**Task to complete:** Look for the line containing "The image size" and the line containing "Find the location of a" in the entries below. Copy those two and all lines between them exactly, leaving out pictures.

╭─ Information provided

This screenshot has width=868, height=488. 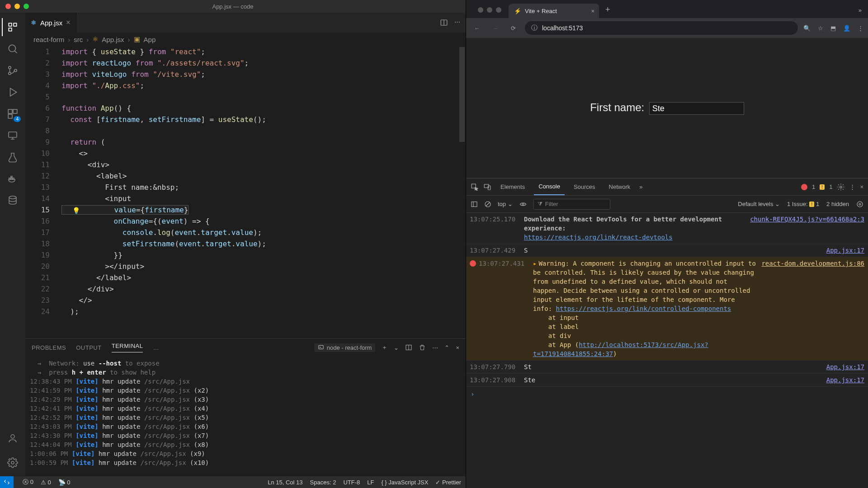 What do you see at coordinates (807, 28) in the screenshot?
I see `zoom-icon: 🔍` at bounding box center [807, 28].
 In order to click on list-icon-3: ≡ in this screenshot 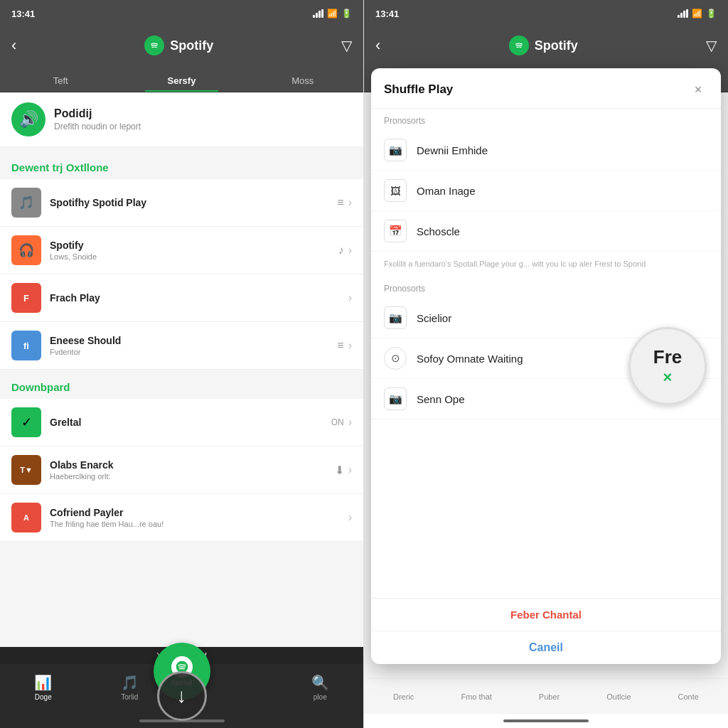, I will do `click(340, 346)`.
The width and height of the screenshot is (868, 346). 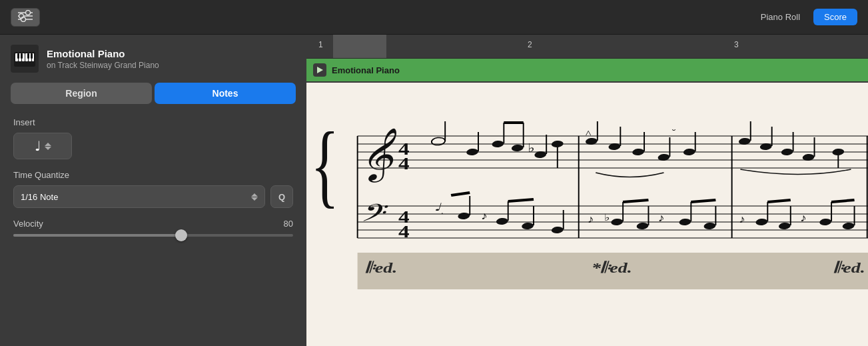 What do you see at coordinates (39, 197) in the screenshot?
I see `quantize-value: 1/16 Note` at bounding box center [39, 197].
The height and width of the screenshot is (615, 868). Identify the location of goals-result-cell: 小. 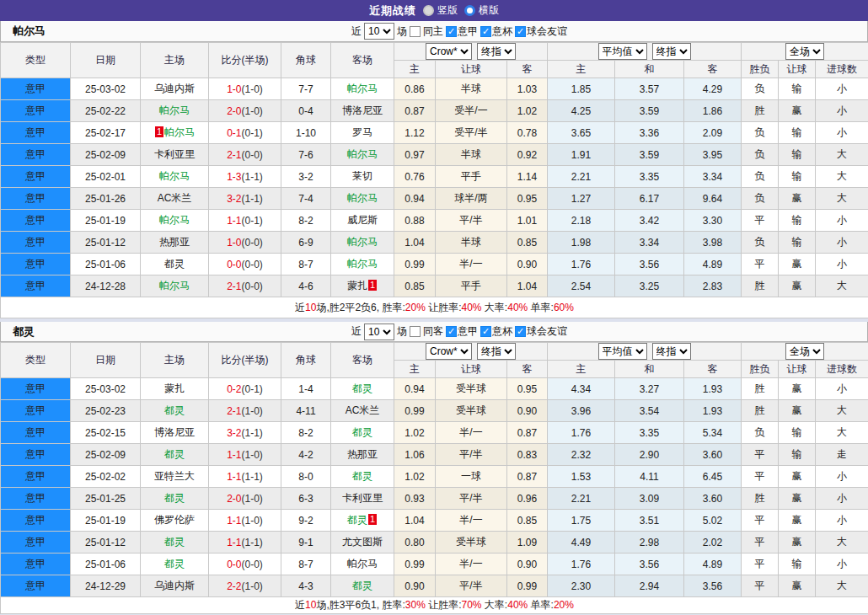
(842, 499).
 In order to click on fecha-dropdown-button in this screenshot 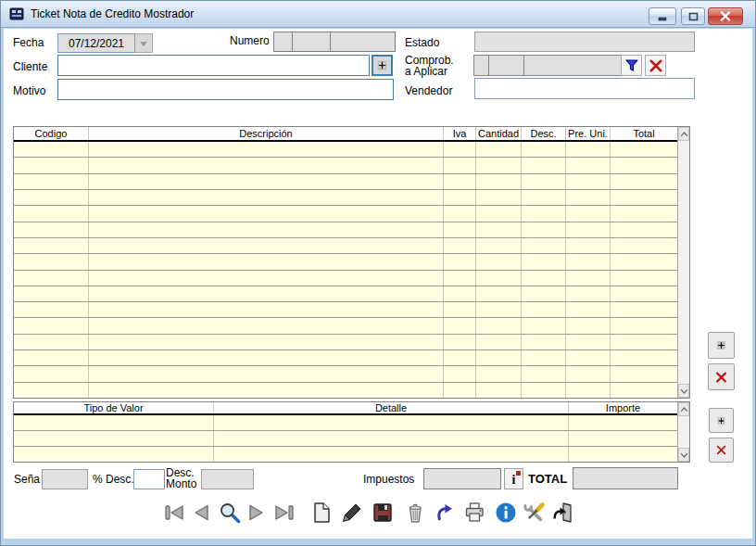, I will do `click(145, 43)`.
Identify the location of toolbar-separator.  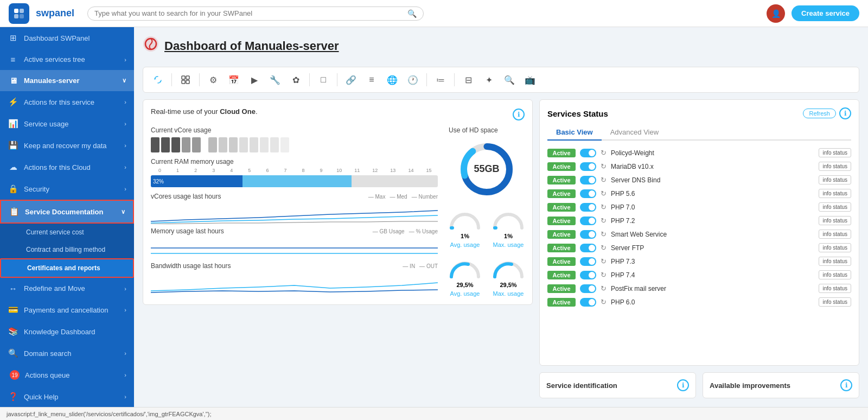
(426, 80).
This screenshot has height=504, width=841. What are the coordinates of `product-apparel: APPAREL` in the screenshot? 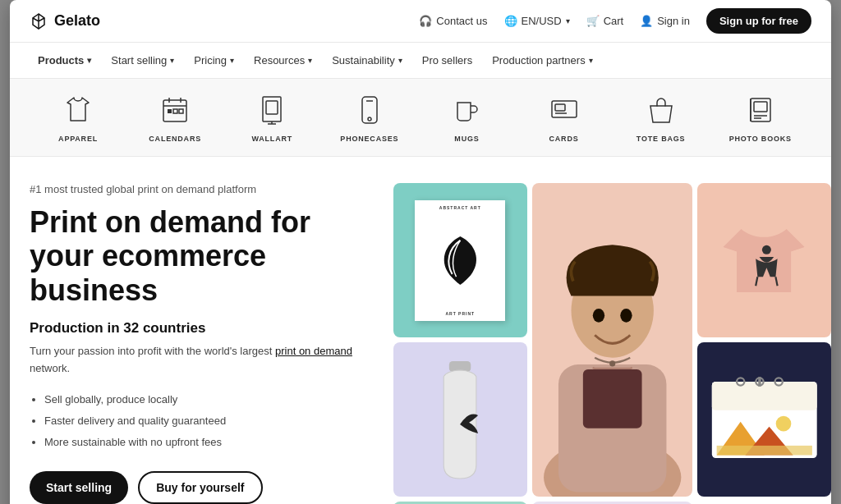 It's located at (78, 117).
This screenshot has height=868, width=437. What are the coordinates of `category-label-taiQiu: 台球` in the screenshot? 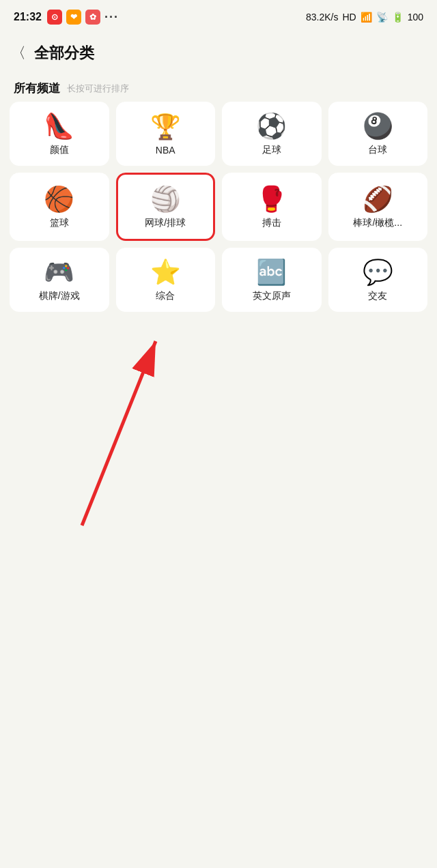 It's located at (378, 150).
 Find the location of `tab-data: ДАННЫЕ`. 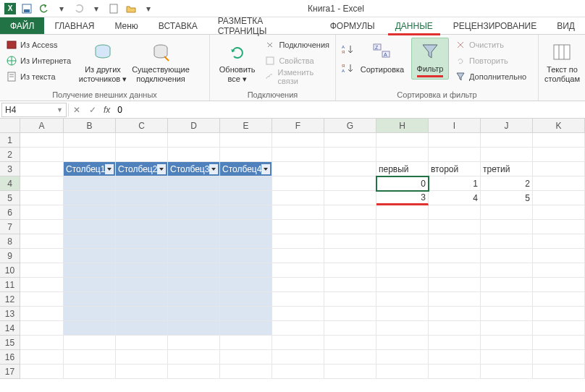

╰─
╭─ Information provided

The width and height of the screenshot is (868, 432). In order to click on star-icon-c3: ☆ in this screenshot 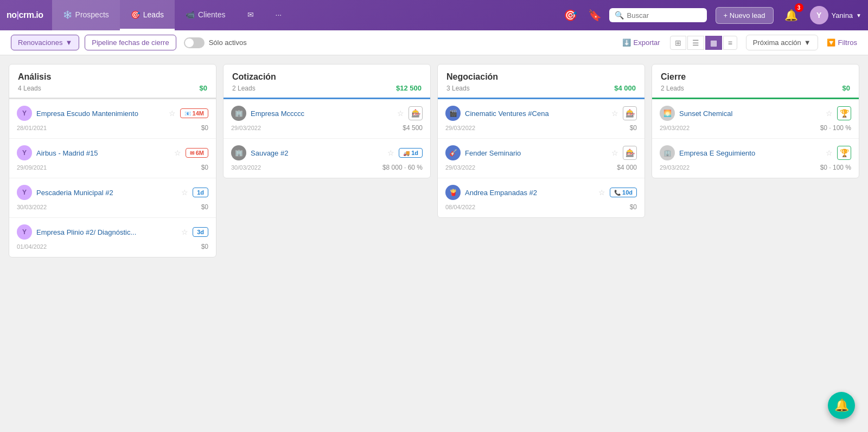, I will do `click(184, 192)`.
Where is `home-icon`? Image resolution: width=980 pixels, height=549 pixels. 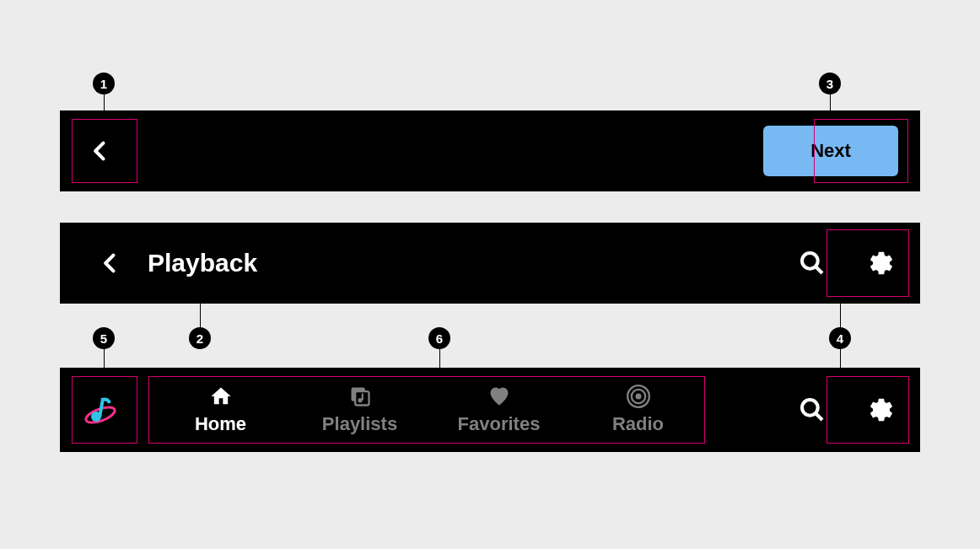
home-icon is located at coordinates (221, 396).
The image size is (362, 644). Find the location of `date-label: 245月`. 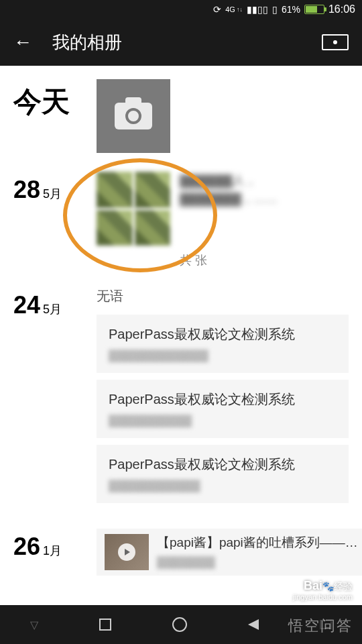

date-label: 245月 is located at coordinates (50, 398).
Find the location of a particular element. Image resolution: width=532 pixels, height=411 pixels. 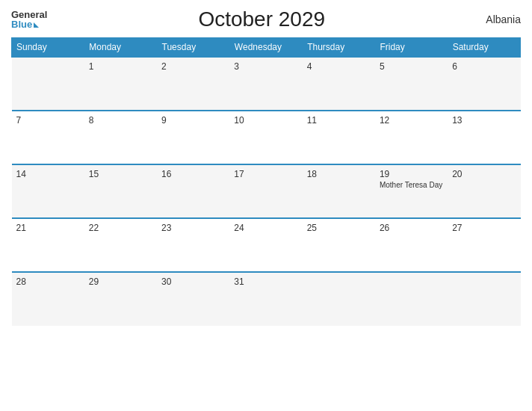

╰─

**Solution to this task:**
The image size is (362, 644). Find the location of `date-label: 245月`. 

date-label: 245月 is located at coordinates (50, 398).
Find the location of a particular element. Image resolution: width=532 pixels, height=411 pixels. 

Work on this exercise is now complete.